[dorkbotatl-announce] Wed 1/16 @ 7 pm: dorkbot art and technology
forum featuring Nick Didkovsky
Jason Freeman
jason.freeman at music.gatech.edu
Wed Jan 9 17:08:13 EST 2008
The Atlanta chapter of dorkbot, the international forum dedicated to
art, technology, and "people doing strange things with electricity,"
holds its first meeting of 2008 next Wednesday, January 16th, at 7 pm,
in the Couch Building (room 207) at Georgia Tech.

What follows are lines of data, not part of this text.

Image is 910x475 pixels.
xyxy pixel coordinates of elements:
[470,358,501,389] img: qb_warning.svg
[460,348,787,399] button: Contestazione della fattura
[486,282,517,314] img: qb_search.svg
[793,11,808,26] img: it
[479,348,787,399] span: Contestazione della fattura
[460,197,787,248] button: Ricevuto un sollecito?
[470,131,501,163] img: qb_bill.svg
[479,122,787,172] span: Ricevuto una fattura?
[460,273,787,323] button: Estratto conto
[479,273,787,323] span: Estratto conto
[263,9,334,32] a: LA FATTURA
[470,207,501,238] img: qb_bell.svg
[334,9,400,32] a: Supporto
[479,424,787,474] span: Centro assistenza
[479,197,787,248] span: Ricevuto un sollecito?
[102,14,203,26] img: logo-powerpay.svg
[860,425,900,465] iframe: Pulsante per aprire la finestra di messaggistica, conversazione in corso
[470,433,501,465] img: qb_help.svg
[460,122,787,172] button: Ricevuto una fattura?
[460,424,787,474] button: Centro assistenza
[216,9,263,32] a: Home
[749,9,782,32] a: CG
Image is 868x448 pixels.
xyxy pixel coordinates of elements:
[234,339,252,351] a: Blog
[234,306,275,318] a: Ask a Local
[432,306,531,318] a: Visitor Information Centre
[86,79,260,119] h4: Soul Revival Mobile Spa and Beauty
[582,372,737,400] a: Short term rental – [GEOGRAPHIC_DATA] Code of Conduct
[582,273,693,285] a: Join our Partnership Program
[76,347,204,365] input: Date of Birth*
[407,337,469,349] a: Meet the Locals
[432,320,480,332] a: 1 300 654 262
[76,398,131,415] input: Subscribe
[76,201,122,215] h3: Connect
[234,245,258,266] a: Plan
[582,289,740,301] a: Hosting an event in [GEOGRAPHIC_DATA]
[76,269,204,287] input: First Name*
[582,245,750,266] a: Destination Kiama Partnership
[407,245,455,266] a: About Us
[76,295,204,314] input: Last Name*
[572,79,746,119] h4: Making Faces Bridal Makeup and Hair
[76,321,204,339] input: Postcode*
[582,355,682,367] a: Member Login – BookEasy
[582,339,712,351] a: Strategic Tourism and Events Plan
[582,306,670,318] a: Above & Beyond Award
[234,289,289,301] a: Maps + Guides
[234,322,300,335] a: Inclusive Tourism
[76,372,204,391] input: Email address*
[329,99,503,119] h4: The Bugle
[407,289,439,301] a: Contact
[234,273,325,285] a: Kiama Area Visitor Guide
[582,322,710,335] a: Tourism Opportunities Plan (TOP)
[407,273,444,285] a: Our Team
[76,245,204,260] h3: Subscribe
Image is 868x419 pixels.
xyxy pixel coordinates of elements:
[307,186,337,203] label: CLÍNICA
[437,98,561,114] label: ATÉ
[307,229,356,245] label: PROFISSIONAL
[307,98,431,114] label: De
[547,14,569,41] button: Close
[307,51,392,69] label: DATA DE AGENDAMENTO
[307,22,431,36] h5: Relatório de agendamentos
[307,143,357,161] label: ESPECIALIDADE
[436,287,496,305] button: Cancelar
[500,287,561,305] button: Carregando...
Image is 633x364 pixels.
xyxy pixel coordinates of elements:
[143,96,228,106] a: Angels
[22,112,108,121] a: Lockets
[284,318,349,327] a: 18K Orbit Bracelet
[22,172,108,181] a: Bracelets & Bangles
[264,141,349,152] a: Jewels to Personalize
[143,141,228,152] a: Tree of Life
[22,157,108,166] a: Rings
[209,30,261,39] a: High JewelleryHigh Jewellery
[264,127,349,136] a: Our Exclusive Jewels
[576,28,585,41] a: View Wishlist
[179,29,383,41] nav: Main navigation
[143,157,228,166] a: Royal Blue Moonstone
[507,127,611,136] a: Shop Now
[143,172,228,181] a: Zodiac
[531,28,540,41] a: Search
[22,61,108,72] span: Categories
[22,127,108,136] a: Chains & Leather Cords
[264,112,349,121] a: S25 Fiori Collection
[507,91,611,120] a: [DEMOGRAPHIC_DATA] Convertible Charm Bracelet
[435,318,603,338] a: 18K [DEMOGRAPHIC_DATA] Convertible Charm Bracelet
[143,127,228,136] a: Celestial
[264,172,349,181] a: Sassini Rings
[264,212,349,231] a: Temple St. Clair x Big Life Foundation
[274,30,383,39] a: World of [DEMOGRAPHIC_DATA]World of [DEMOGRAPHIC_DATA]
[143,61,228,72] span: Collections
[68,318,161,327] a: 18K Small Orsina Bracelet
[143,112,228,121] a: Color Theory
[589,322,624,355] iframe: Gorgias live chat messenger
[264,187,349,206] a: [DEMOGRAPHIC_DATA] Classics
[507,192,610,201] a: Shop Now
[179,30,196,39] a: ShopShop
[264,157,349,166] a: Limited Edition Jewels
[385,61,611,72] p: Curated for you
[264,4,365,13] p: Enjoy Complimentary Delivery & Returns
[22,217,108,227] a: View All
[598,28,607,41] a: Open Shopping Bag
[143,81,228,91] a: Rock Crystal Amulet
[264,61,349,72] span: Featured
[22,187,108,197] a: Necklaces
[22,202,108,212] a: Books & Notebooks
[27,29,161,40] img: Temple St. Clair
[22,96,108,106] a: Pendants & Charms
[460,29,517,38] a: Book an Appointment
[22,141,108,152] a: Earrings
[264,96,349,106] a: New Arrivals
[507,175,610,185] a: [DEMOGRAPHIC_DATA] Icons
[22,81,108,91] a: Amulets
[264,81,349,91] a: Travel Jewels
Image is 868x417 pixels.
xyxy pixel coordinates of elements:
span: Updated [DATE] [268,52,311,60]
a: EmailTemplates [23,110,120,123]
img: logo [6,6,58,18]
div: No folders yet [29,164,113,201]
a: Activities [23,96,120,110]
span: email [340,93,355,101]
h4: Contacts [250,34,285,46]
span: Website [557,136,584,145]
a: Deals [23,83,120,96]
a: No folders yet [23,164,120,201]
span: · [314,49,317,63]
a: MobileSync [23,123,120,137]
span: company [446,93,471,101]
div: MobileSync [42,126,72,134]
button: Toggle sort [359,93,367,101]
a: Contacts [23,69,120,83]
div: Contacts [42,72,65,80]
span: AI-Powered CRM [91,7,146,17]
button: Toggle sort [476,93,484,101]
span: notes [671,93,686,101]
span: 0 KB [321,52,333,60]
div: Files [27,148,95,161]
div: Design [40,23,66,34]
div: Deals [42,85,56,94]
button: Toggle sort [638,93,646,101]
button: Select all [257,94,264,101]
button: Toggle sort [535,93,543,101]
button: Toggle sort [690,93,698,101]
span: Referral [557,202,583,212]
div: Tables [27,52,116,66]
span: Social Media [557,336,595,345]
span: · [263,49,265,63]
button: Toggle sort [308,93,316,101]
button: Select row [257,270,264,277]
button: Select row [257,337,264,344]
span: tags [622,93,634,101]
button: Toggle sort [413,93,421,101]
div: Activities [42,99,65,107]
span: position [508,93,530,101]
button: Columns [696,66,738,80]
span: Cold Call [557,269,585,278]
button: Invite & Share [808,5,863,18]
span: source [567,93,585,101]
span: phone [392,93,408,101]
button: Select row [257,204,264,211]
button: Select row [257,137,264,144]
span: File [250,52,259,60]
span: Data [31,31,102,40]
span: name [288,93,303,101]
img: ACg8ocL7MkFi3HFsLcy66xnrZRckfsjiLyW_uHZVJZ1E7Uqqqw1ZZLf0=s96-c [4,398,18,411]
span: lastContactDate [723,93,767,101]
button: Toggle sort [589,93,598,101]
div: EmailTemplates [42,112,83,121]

More information about dorkbot, including directions, is available at:
http://dorkbot.org/dorkbotatl/
This meeting features composer, guitarist, and software programmer
NICK DIDKOVSKY presenting MetaSection Piece Generator, a program that
composes music for live ensemble. Nick will discuss and demonstrate
his unique approach to algorithmic composition, joining us via
videoconference from New York.
Nick Didkovsky is a guitarist, composer, and software programmer. In
1983, he founded the avant-rock septet Doctor Nerve. He presently
resides in New York City, where he composes, creates music software,
and teaches computer music composition. He is the principle author of
the computer music language Java Music Specification Language and uses
it to teach at New York University and Columbia University. He is
director of bioinformatics for the Gensat project at The Rockefeller
University.
Didkovsky’s work with Doctor Nerve joins the furious energy of rock
with intricate composition, some of which finds its origins in rich
software systems of his own design. His non-didactic approach to
combining human and machine creativity is his unique fingerprint in a
musical world that pushes the boundaries of rock music, algorithmic
composition, and contemporary music.
Didkovsky has also composed music for Bang On A Can All-Stars,
Meridian Arts Ensemble, Fred Frith Guitar Quartet, California EAR
Unit, New Century Players, Either/Or, ARTE Quartett, Downtown
Ensemble, and others. His works are available on CD and online; recent
releases include “Ice Cream Time” for ARTE Sax Quartett, Tom Dimuzio,
and Didkovsky (New World Records 80667), “Tube Mouth Bow String, music
for electric guitar, computer, live electronics, and string
quartet” (Pogus Productions 21042-2), and “Swim This – Gerry
Hemingway, Michael Lytle, and Nick Didkovsky”, released on his own
Punos Music label.
With Phil Burk, Didkovsky created JMSL (Java Music Specification
Language), a language for computer music composition written in the
Java programming language. JMSL was premiered at Circuits: The
Governor’s Conference on Arts and Technology, in Palisades, NY in
March, 1998. In 2003, Minnesota Public Radio commissioned a JMSL
version of Henry Cowell & Leon Theremin’s historical electronic music
instrument, the Rhythmicon (1930), which can be performed at www.musicmavericks.org/rhythmicon
. Didkovsky recently premiered a new composition for four tabletop
electric guitarists following a real-time score generated by JMSL, at
the Music in the Global Village conference in Budapest, which featured
Keith Rowe, Hans Tammen, Erhard Hirt, and Didkovsky.
His online interactive musical works are available at
www.punosmusic.com . Pieces include “Music for Hot Spots” where the
user is instructed to “Put on your headphones, turn on your laptop's
mic, and listen. Music for Hotspots dramatically alters the sound of
your environment.”
On February 12th, Georgia Tech's ensemble-in-residence, Sonic
Generator, will perform Didkovsky's Rain on a Frail Cutie. More
information on that concert is available at http://www.sonicgenerator.gatech.edu
The Atlanta chapter of Dorkbot is sponsored by the Music Department in
the College of Architecture at Georgia Tech.